▸ Task to carry out
Return the entries below verbatim. Pictures stay out.

▸ Records shown
= Beginning of Section =

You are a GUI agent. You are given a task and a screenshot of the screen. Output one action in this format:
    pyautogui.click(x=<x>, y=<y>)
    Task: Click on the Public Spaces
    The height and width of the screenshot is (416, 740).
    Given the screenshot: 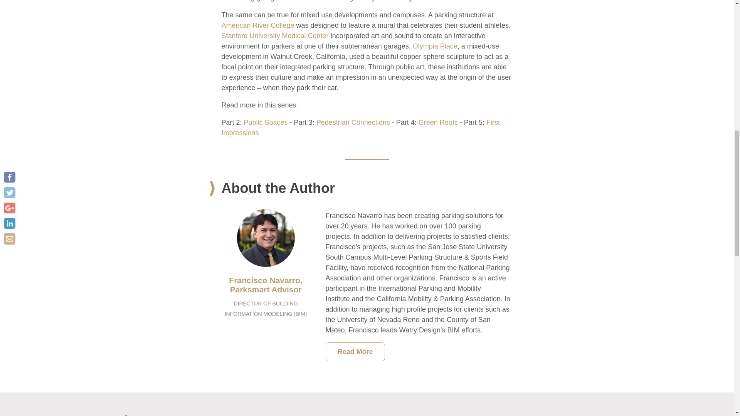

= End of Section =

▸ Solution to this exercise
You are a GUI agent. You are given a task and a screenshot of the screen. Output one action in this format:
    pyautogui.click(x=<x>, y=<y>)
    Task: Click on the Public Spaces
    The height and width of the screenshot is (416, 740).
    Given the screenshot: 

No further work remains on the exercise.